Payment aggregator platform BharatPe became the 19th unicorn startup in India a fortnight ago after raising $370 million in its Series E round led by Tiger Global. The mammoth funding round was raised at a valuation of $2.85 billion, making BharatPe the fifth most valued fintech company in India after Paytm, PhonePe, Razorpay and Pine Labs.
Right before the announcement of this fundraise, the company had claimed that its annual revenues grew 7X to Rs 700 crore in FY21 from around Rs 110 crore earned during FY20. While the company is yet to file audited numbers for the last fiscal, the company has submitted its annual statement with RoC for FY20.
Fintrackr took a deep dive to understand BharatPe’s financial health.

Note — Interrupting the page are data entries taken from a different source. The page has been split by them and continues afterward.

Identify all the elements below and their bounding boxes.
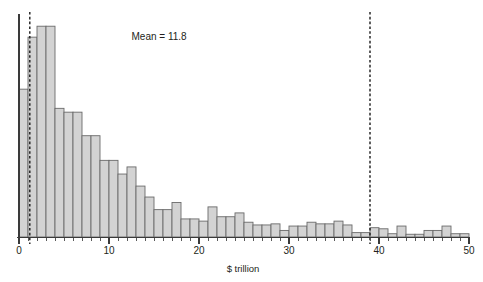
histogram-bar xyxy=(136,186,145,237)
histogram-bar xyxy=(46,26,55,237)
histogram-bar xyxy=(397,226,406,237)
histogram-bar xyxy=(280,230,289,237)
x-axis-title: $ trillion xyxy=(227,263,260,274)
histogram-bar xyxy=(442,226,451,237)
histogram-bars-group xyxy=(19,26,469,237)
histogram-bar xyxy=(127,167,136,237)
histogram-bar xyxy=(64,112,73,237)
histogram-bar xyxy=(415,234,424,237)
histogram-bar xyxy=(298,226,307,237)
histogram-bar xyxy=(451,234,460,237)
histogram-bar xyxy=(289,226,298,237)
x-axis-tick-label: 40 xyxy=(373,245,385,256)
histogram-bar xyxy=(370,228,379,237)
histogram-bar xyxy=(226,217,235,237)
histogram-bar xyxy=(91,136,100,237)
histogram-bar xyxy=(181,219,190,237)
x-axis-ticks-group xyxy=(19,238,469,244)
histogram-bar xyxy=(154,210,163,237)
mean-annotation-label: Mean = 11.8 xyxy=(132,31,188,42)
histogram-bar xyxy=(424,230,433,237)
histogram-bar xyxy=(334,221,343,237)
histogram-bar xyxy=(307,222,316,237)
histogram-bar xyxy=(208,207,217,237)
top-margin-strip xyxy=(0,0,483,7)
histogram-bar xyxy=(460,234,469,237)
x-axis-tick-label: 50 xyxy=(463,245,475,256)
histogram-bar xyxy=(163,210,172,237)
histogram-bar xyxy=(361,233,370,237)
histogram-bar xyxy=(55,108,64,237)
histogram-bar xyxy=(316,224,325,237)
histogram-bar xyxy=(172,203,181,237)
histogram-bar xyxy=(406,234,415,237)
histogram-bar xyxy=(325,224,334,237)
x-axis-tick-label: 0 xyxy=(16,245,22,256)
histogram-bar xyxy=(190,219,199,237)
histogram-bar xyxy=(145,197,154,237)
histogram-bar xyxy=(262,225,271,237)
x-axis-tick-label: 30 xyxy=(283,245,295,256)
histogram-bar xyxy=(73,112,82,237)
histogram-bar xyxy=(109,160,118,237)
histogram-bar xyxy=(379,229,388,237)
histogram-bar xyxy=(37,26,46,237)
histogram-bar xyxy=(253,225,262,237)
histogram-bar xyxy=(271,224,280,237)
histogram-bar xyxy=(19,89,28,237)
x-axis-tick-labels-group: 01020304050 xyxy=(16,245,475,256)
histogram-bar xyxy=(217,217,226,237)
histogram-bar xyxy=(388,234,397,237)
histogram-bar xyxy=(118,174,127,237)
histogram-figure: 01020304050 $ trillion Mean = 11.8 xyxy=(0,0,483,282)
histogram-bar xyxy=(82,136,91,237)
histogram-chart-svg: 01020304050 $ trillion Mean = 11.8 xyxy=(0,0,483,282)
histogram-bar xyxy=(433,230,442,237)
histogram-bar xyxy=(100,160,109,237)
histogram-bar xyxy=(352,233,361,237)
x-axis-tick-label: 20 xyxy=(193,245,205,256)
histogram-bar xyxy=(343,225,352,237)
histogram-bar xyxy=(235,213,244,237)
x-axis-tick-label: 10 xyxy=(103,245,115,256)
histogram-bar xyxy=(199,221,208,237)
histogram-bar xyxy=(244,222,253,237)
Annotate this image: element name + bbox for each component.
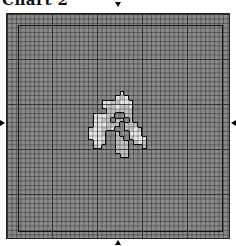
pattern-grid (6, 13, 230, 239)
right-center-arrow-icon (231, 120, 236, 126)
top-center-arrow-icon (115, 2, 121, 7)
chart-title: Chart 2 (2, 0, 69, 9)
left-center-arrow-icon (0, 120, 5, 126)
inner-frame (18, 25, 223, 232)
bottom-center-arrow-icon (115, 240, 121, 245)
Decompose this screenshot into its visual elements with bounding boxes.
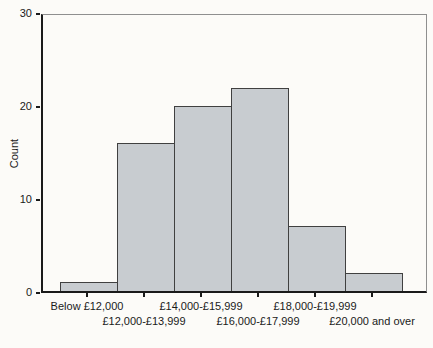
x-tick-label: £20,000 and over [329, 315, 415, 327]
histogram-bar [60, 282, 118, 291]
histogram-bar [174, 106, 232, 291]
y-axis-title: Count [9, 126, 20, 180]
y-axis-tick [36, 292, 40, 294]
y-axis-tick [36, 106, 40, 108]
x-axis-tick [143, 293, 145, 297]
y-tick-label: 10 [8, 194, 32, 205]
y-tick-label: 0 [8, 287, 32, 298]
histogram-bar [288, 226, 346, 291]
histogram-bar [231, 88, 289, 291]
x-axis-tick [371, 293, 373, 297]
y-tick-label: 30 [8, 8, 32, 19]
x-tick-label: £18,000-£19,999 [273, 300, 356, 312]
x-tick-label: Below £12,000 [51, 300, 124, 312]
histogram-bar [345, 273, 403, 291]
x-tick-label: £14,000-£15,999 [159, 300, 242, 312]
plot-area [41, 14, 427, 293]
x-axis-tick [314, 293, 316, 297]
x-axis-tick [200, 293, 202, 297]
x-axis-tick [257, 293, 259, 297]
histogram-figure: Count 0102030 Below £12,000£12,000-£13,9… [0, 0, 433, 348]
y-tick-label: 20 [8, 101, 32, 112]
x-axis-tick [86, 293, 88, 297]
x-tick-label: £16,000-£17,999 [216, 315, 299, 327]
y-axis-tick [36, 13, 40, 15]
histogram-bar [117, 143, 175, 291]
y-axis-tick [36, 199, 40, 201]
x-tick-label: £12,000-£13,999 [102, 315, 185, 327]
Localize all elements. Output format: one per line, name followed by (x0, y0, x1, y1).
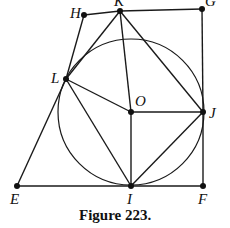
label-I: I (126, 191, 133, 207)
point-E (14, 183, 20, 189)
segment-H-K (84, 11, 120, 15)
point-L (63, 76, 69, 82)
label-J: J (209, 105, 217, 121)
segment-L-K (66, 11, 120, 79)
label-F: F (197, 191, 208, 207)
label-L: L (50, 70, 59, 86)
segment-K-J (120, 11, 203, 112)
point-H (81, 12, 87, 18)
segment-L-H (66, 15, 84, 79)
segments-layer (17, 9, 203, 186)
points-layer (14, 6, 206, 189)
segment-K-O (120, 11, 131, 112)
segment-E-L (17, 79, 66, 186)
segment-K-G (120, 9, 202, 11)
label-G: G (205, 0, 216, 9)
segment-G-J (202, 9, 203, 112)
point-O (128, 109, 134, 115)
point-F (200, 183, 206, 189)
label-H: H (69, 5, 82, 21)
label-O: O (135, 93, 146, 109)
geometry-figure: H K G L O J E I F Figure 223. (0, 0, 230, 228)
figure-caption: Figure 223. (79, 207, 151, 223)
label-K: K (113, 0, 125, 9)
point-I (128, 183, 134, 189)
point-J (200, 109, 206, 115)
label-E: E (9, 191, 19, 207)
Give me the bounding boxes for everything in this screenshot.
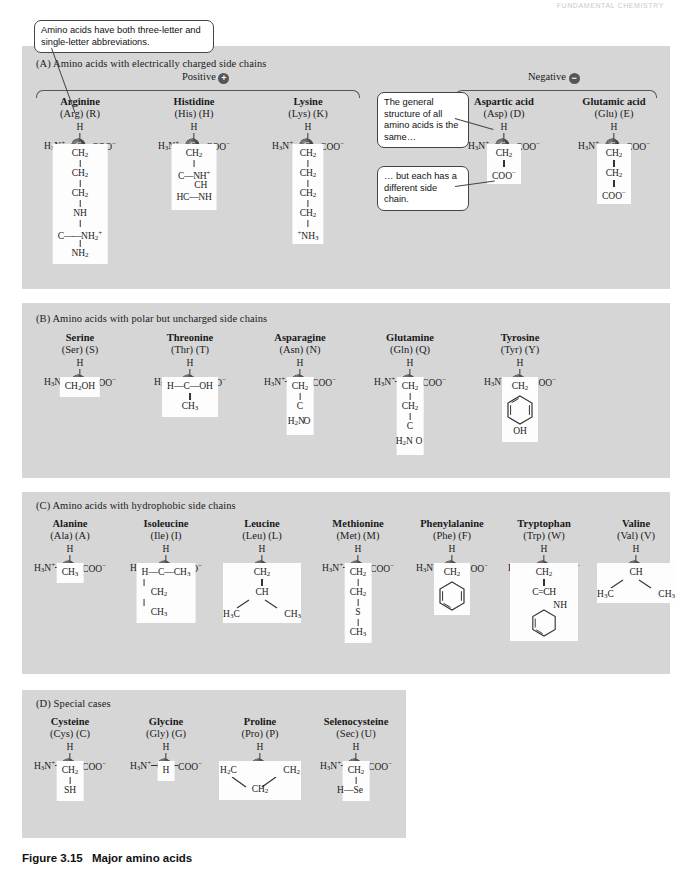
amino-acid-serine: Serine (Ser) (S) H H3N+ C COO− CH2OH — [28, 332, 132, 393]
amino-group: H3N+ — [264, 375, 285, 388]
side-chain-glycine: H — [158, 761, 175, 781]
aa-abbrev: (Val) (V) — [586, 530, 686, 542]
amino-group: H3N+ — [34, 561, 55, 574]
backbone-h: H — [191, 122, 198, 132]
side-chain-histidine: CH2 C—NH+ CH HC—NH — [172, 144, 217, 210]
backbone-h: H — [187, 358, 194, 368]
aa-name: Serine — [28, 332, 132, 344]
backbone-h: H — [305, 122, 312, 132]
aa-abbrev: (His) (H) — [142, 108, 246, 120]
figure-label: Figure 3.15 — [22, 852, 83, 864]
amino-acid-glycine: Glycine (Gly) (G) H H3N+ C COO− H — [118, 716, 214, 777]
backbone-h: H — [257, 742, 264, 752]
positive-label-text: Positive — [182, 71, 216, 82]
backbone-h: H — [355, 544, 362, 554]
backbone-h: H — [297, 358, 304, 368]
aa-name: Lysine — [256, 96, 360, 108]
amino-acid-lysine: Lysine (Lys) (K) H H3N+ C COO− CH2 CH2 C… — [256, 96, 360, 157]
amino-group: H3N+ — [468, 139, 489, 152]
plus-circle-icon: + — [218, 73, 229, 84]
amino-acid-isoleucine: Isoleucine (Ile) (I) H H3N+ C COO− H—C—C… — [118, 518, 214, 579]
backbone-h: H — [67, 742, 74, 752]
aa-name: Methionine — [310, 518, 406, 530]
aa-name: Glutamine — [358, 332, 462, 344]
side-chain-glutamic-acid: CH2 CH2 COO− — [597, 144, 631, 204]
side-chain-serine: CH2OH — [60, 377, 100, 397]
aa-name: Phenylalanine — [400, 518, 504, 530]
aa-abbrev: (Ile) (I) — [118, 530, 214, 542]
section-a-label: (A) Amino acids with electrically charge… — [36, 58, 267, 69]
amino-group: H3N+ — [272, 139, 293, 152]
figure-caption: Figure 3.15 Major amino acids — [22, 852, 192, 864]
side-chain-lysine: CH2 CH2 CH2 CH2 +NH3 — [292, 144, 323, 244]
side-chain-proline: H2C CH2 CH2 — [219, 761, 301, 800]
amino-acid-glutamic-acid: Glutamic acid (Glu) (E) H H3N+ C COO− CH… — [562, 96, 666, 157]
aa-name: Alanine — [22, 518, 118, 530]
backbone-h: H — [259, 544, 266, 554]
carboxyl-group: COO− — [370, 562, 394, 574]
aa-abbrev: (Gln) (Q) — [358, 344, 462, 356]
aa-name: Tryptophan — [492, 518, 596, 530]
aa-abbrev: (Tyr) (Y) — [468, 344, 572, 356]
side-chain-arginine: CH2 CH2 CH2 NH C——NH2+ NH2 — [53, 144, 108, 264]
amino-acid-glutamine: Glutamine (Gln) (Q) H H3N+ C COO− CH2 CH… — [358, 332, 462, 393]
side-chain-methionine: CH2 CH2 S CH3 — [345, 563, 372, 643]
aa-abbrev: (Thr) (T) — [138, 344, 242, 356]
aa-name: Proline — [208, 716, 312, 728]
amino-acid-tyrosine: Tyrosine (Tyr) (Y) H H3N+ C COO− CH2 — [468, 332, 572, 393]
amino-acid-leucine: Leucine (Leu) (L) H H3N+ C COO− CH2 CH H… — [214, 518, 310, 579]
aa-name: Valine — [586, 518, 686, 530]
backbone-h: H — [353, 742, 360, 752]
backbone-h: H — [407, 358, 414, 368]
aa-abbrev: (Gly) (G) — [118, 728, 214, 740]
amino-group: H3N+ — [34, 759, 55, 772]
side-chain-alanine: CH3 — [57, 563, 84, 583]
side-chain-threonine: H—C—OH CH3 — [162, 377, 218, 417]
aa-name: Selenocysteine — [304, 716, 408, 728]
backbone-h: H — [449, 544, 456, 554]
aa-name: Glutamic acid — [562, 96, 666, 108]
amino-acid-selenocysteine: Selenocysteine (Sec) (U) H H3N+ C COO− C… — [304, 716, 408, 777]
side-chain-callout: … but each has a different side chain. — [377, 166, 469, 211]
side-chain-phenylalanine: CH2 — [434, 563, 470, 615]
aa-name: Leucine — [214, 518, 310, 530]
minus-circle-icon: − — [569, 73, 580, 84]
carboxyl-group: COO− — [422, 376, 446, 388]
amino-acid-threonine: Threonine (Thr) (T) H H3N+ C COO− H—C—OH… — [138, 332, 242, 393]
carboxyl-group: COO− — [320, 140, 344, 152]
amino-acid-alanine: Alanine (Ala) (A) H H3N+ C COO− CH3 — [22, 518, 118, 579]
amino-group: H3N+ — [374, 375, 395, 388]
aa-name: Isoleucine — [118, 518, 214, 530]
aa-abbrev: (Ala) (A) — [22, 530, 118, 542]
backbone-h: H — [67, 544, 74, 554]
side-chain-leucine: CH2 CH H3C CH3 — [223, 563, 301, 623]
positive-charge-label: Positive + — [182, 71, 229, 84]
amino-acid-arginine: Arginine (Arg) (R) H H3N+ C COO− CH2 CH2… — [28, 96, 132, 157]
figure-title: Major amino acids — [86, 852, 192, 864]
aa-name: Arginine — [28, 96, 132, 108]
abbrev-callout: Amino acids have both three-letter and s… — [34, 20, 214, 53]
figure-page: FUNDAMENTAL CHEMISTRY (A) Amino acids wi… — [0, 0, 692, 878]
aa-name: Tyrosine — [468, 332, 572, 344]
amino-group: H3N+ — [320, 759, 341, 772]
running-head: FUNDAMENTAL CHEMISTRY — [557, 2, 664, 9]
aa-abbrev: (Lys) (K) — [256, 108, 360, 120]
aa-abbrev: (Pro) (P) — [208, 728, 312, 740]
aa-name: Histidine — [142, 96, 246, 108]
amino-acid-histidine: Histidine (His) (H) H H3N+ C COO− CH2 C—… — [142, 96, 246, 157]
side-chain-cysteine: CH2 SH — [57, 761, 84, 801]
aa-abbrev: (Trp) (W) — [492, 530, 596, 542]
amino-acid-tryptophan: Tryptophan (Trp) (W) H H3N+ C COO− CH2 C… — [492, 518, 596, 579]
carboxyl-group: COO− — [178, 760, 202, 772]
backbone-h: H — [163, 544, 170, 554]
side-chain-glutamine: CH2 CH2 C H2N O — [397, 377, 424, 455]
section-b-label: (B) Amino acids with polar but uncharged… — [36, 313, 267, 324]
carboxyl-group: COO− — [368, 760, 392, 772]
backbone-h: H — [541, 544, 548, 554]
backbone-h: H — [501, 122, 508, 132]
side-chain-tyrosine: CH2 OH — [502, 377, 538, 442]
carboxyl-group: COO− — [312, 376, 336, 388]
side-chain-aspartic-acid: CH2 COO− — [487, 144, 521, 184]
aa-abbrev: (Met) (M) — [310, 530, 406, 542]
aa-abbrev: (Asn) (N) — [248, 344, 352, 356]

The growth-at-all-costs mantra
Resilient Innovations Pvt Ltd, the holding entity of BharatPe and its lending operations earned revenue of Rs 5.96 crore during FY20, as opposed to FY19 when they did not earn any operating revenue. This income was primarily generated by providing small ticket unsecured loans to merchants and collecting commissions on transactions.
The loans were sourced from its subsidiary Resilient Capital Private Limited which was incorporated in May 2019 and earned profits of Rs 8.05 lakh during its first year of operations. Notably, BharatPe had claimed that it had disbursed loans amounting to Rs 150 crore to its member merchants during FY20.The company also earned Rs 6.94 crore from its financial assets during the same period.
While revenues were limited in FY20 as it was only the second year of operations for the company, BharatPe burned through a lot of cash to establish itself in the hyper-competitive Indian payments sector. The company saw its annual expenditure jump by 895.3% to Rs 229.12 crore during FY20 from Rs 23.02 crore in FY19.
On a unit level, BharatPe spent Rs 38.44 to earn a single rupee of revenue during the fiscal year ending in March 2020.
Rs 142 Cr as miscellaneous expense
Moving over to the expenses sheet the single largest line item was booked under “Miscellaneous Expenditure” which accounted for nearly 62% of the annual cashburn. These expenses had blown up 11.6 times to Rs 141.8 crore during FY20 from Rs 12.2 crore in FY19.
When reached out by Entrackr, BharatPe has refused to comment on the nature of the unexplained miscellaneous expenses on its income statement and the story. However, it appears that these comprise the payment processing charges (including MDR) incurred by the company among other growth focussed capex.
BharatPe claims to have boarded around 24 lakh merchant members on its platform by the end of FY20. And, these merchants’ acquisitions came at a cost: it spent heavily on customer acquisition and brand development as advertising and promotion cost stood out as the second-largest burn for the Delhi-based company.
Such expenses shot up 9X to Rs 43.2 crore during FY20 from Rs 4.8 crore spent on the same during FY19.
The Ashneer Grover-led company was recently in news for its unconventional talent acquisition strategy earlier this year, offering high-end BMW bikes, gadgets and an overseas trip to new joinees in the tech and product teams. These expenses will surely bloat up this fiscal’s employee benefit expenses. Meanwhile, for FY20, its employee benefit costs made up 12.2% of annual costs, growing 11.1X to Rs 28 crore during FY20.
Further, BharatPe’s IT costs jumped 7.3X to Rs 4.06 crore whereas legal and professional costs shot up 6X to Rs 5.2 crore during FY20.
During FY20, BharatPe posted an annual loss of Rs 216.32 crore, ballooning 9.4X from the Rs 23.02 crore in FY19. With an abysmal EBITDA margin of -1684.4% during FY20, the present cash burn appears tough to sustain for the growth stage company.
Will BharatPe achieve Rs 700 Cr revenue in FY21?
The FY20’s numbers for BharatPe outline that the company was chasing growth (merchants) at all costs. This growth was intended and worked well for the company: it brought much-needed momentum leading to three fundraising events in which the company cumulatively mopped up close to $615 million.
Even as BharatPe’s financial performance looks underwhelming in FY20, things may be different moving forward as the company added several layers of monetisation in FY21 such as point of sale (PoS) business and lending. In the ongoing fiscal, the company began peer-to-peer (P2P) lending and is also likely to start PMCBank operations in partnership with Centrum. These channels are bound to fill up the company’s revenue coffers in FY21 and in the ongoing fiscal (FY22).